Why do large corporations in this space not develop cloud based secure storage solutions like Cloudastructure?

Our biggest competitors have only relatively recently gone from shipping software on CD to the download-our-Windows-app model. Hosting something in the cloud is far outside their area of understanding.

How much will large security conglomerates push back on this type of solution and how will you defend against that in the selling process?

We see the push back all the time, everything from self-promoting white-papers on “best practices for enterprise video surveillance”, or whatever, that basically say you should buy their product.  

The good news for us is that there is a new purchaser in town: the IT department. The facilities department is giving up, or being forced to give up, and hand over anything on the network to IT. IT understands the Cloud.

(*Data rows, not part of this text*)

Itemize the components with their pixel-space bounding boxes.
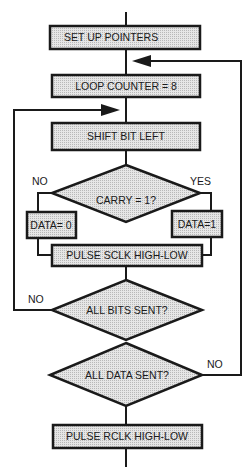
all-data-decision: ALL DATA SENT? bbox=[50, 343, 202, 406]
pulse-sclk-box: PULSE SCLK HIGH-LOW bbox=[52, 245, 202, 266]
pulse-rclk-box: PULSE RCLK HIGH-LOW bbox=[53, 425, 202, 448]
shift-bit-label: SHIFT BIT LEFT bbox=[87, 130, 165, 142]
carry-yes-label: YES bbox=[190, 175, 211, 187]
all-data-label: ALL DATA SENT? bbox=[85, 369, 169, 381]
data0-connector bbox=[38, 238, 52, 255]
all-bits-label: ALL BITS SENT? bbox=[86, 304, 167, 316]
arrow-right-icon bbox=[101, 104, 120, 116]
carry-yes-connector bbox=[200, 193, 211, 211]
setup-label: SET UP POINTERS bbox=[64, 31, 158, 43]
arrow-left-icon bbox=[132, 55, 151, 67]
pulse-sclk-label: PULSE SCLK HIGH-LOW bbox=[66, 249, 187, 261]
loop-counter-box: LOOP COUNTER = 8 bbox=[52, 75, 200, 97]
data0-label: DATA= 0 bbox=[30, 219, 71, 231]
data1-box: DATA=1 bbox=[172, 211, 222, 237]
all-data-no-label: NO bbox=[207, 358, 223, 370]
all-bits-decision: ALL BITS SENT? bbox=[52, 280, 202, 340]
data1-label: DATA=1 bbox=[178, 218, 217, 230]
pulse-rclk-label: PULSE RCLK HIGH-LOW bbox=[66, 430, 188, 442]
all-bits-no-label: NO bbox=[28, 293, 44, 305]
carry-no-connector bbox=[38, 193, 52, 212]
shift-bit-box: SHIFT BIT LEFT bbox=[52, 123, 200, 150]
carry-no-label: NO bbox=[32, 175, 48, 187]
data1-connector bbox=[202, 237, 211, 255]
setup-box: SET UP POINTERS bbox=[50, 26, 200, 49]
loop-counter-label: LOOP COUNTER = 8 bbox=[75, 80, 177, 92]
data0-box: DATA= 0 bbox=[27, 212, 76, 238]
flowchart: SET UP POINTERS LOOP COUNTER = 8 SHIFT B… bbox=[0, 0, 250, 467]
carry-label: CARRY = 1? bbox=[96, 194, 156, 206]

Outside of these challenges, what is the go-to-market plan?

We’re on the market now and making low 5-figures per month. We’re taking time, however, to add the higher level Computer Vision / AI and ML features before we resume our market push. 

We like selling direct to IT departments, some of whom have only recently been given control of the camera and door systems, but we believe we will need the right channel partners to really scale.

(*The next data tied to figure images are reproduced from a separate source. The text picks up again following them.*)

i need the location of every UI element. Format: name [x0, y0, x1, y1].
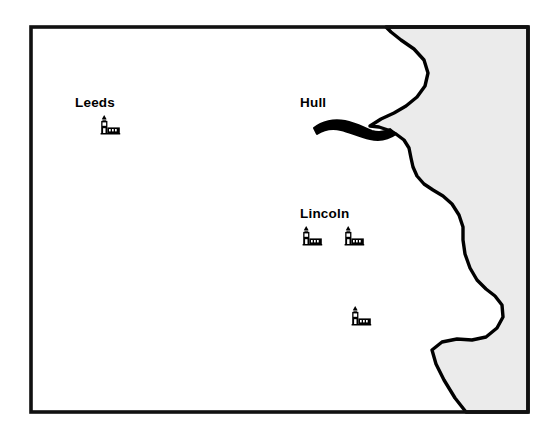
- city-label-lincoln: Lincoln: [300, 206, 349, 221]
- city-label-hull: Hull: [300, 95, 326, 110]
- map-canvas: Leeds Hull Lincoln: [0, 0, 557, 437]
- city-label-leeds: Leeds: [75, 95, 115, 110]
- map-figure: Leeds Hull Lincoln: [0, 0, 557, 437]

How is the solution monetized and what does the typical price point look like?

It’s an Enterprise SaaS model. We charge per year per camera and door.

Can you talk about the AI tech you plan to build out and how you will monetize these as upsells?

We already have Computer Vision in production. Tagger™ tags all the objects in the video and then we let you search by object (e.g. instead of watching branches blow or vehicles drive by you can just search for “person” and see videos with people in them).

Face recognition is working in development and tailgating/piggyback detection is up next. As we start to perform the work of the person at the front desk we believe we can start to charge more for these higher level AI features.

Do you have a sense of how large the problem is that you are solving for with your AI tech (i.e., how often are companies searching through tapings to find someone stealing or whatever it may be)?

Think of it this way, every large company has someone in the front lobby of every building. They are doing two basic things:
1) Making sure your face matches your badge, and
2) Making sure when you badge in that someone isn’t tailgating / piggybacking in behind you.

They need two of them at every door (so one can go to the bathroom), three 8hr shifts per day, 7 days per week, just to monitor one door.  We can monitor every door (side door, back door, IT closet, document room…) and we can do it 24/7.

How many business have doors? How many relevant doors does each one have? It’s a massive opportunity.

What does your current sales pipeline look like?

We’ve been heads down on the Computer Vision / AI / ML tech lately and not pushing sales, but we still have dozens of customers. We’re going to go after Enterprises with multiple locations and Universities next, as that’s where some of our best traction to date is.

Do you see this as an acquisition or standalone business?

I always build to be standalone. That said, the security industry is full of huge public companies whose R&D department is their M&A department. They don’t build stuff, they buy stuff. We expect to get some juicy offers along the way.

Where do you see the business in five years and who else do you need to outcompete between now and then to be a market leader?

IPO or acquisition in 5 years is the plan. Outcompeting the incumbents on technology is easy for us, its harder to beat them on market share as they were here first. We know we have the right team and technology lined up to do just that, now it’s a matter of execution.

Rick and his team are already off to the races finding product market fit and building a tech stack that outcompetes any of the major players in the security industry today.

With many billion dollar behemoths in this market, Cloudastructure is setting itself up well to find a home with one of these organizations down the road, while reenvisioning the way corporate security is managed.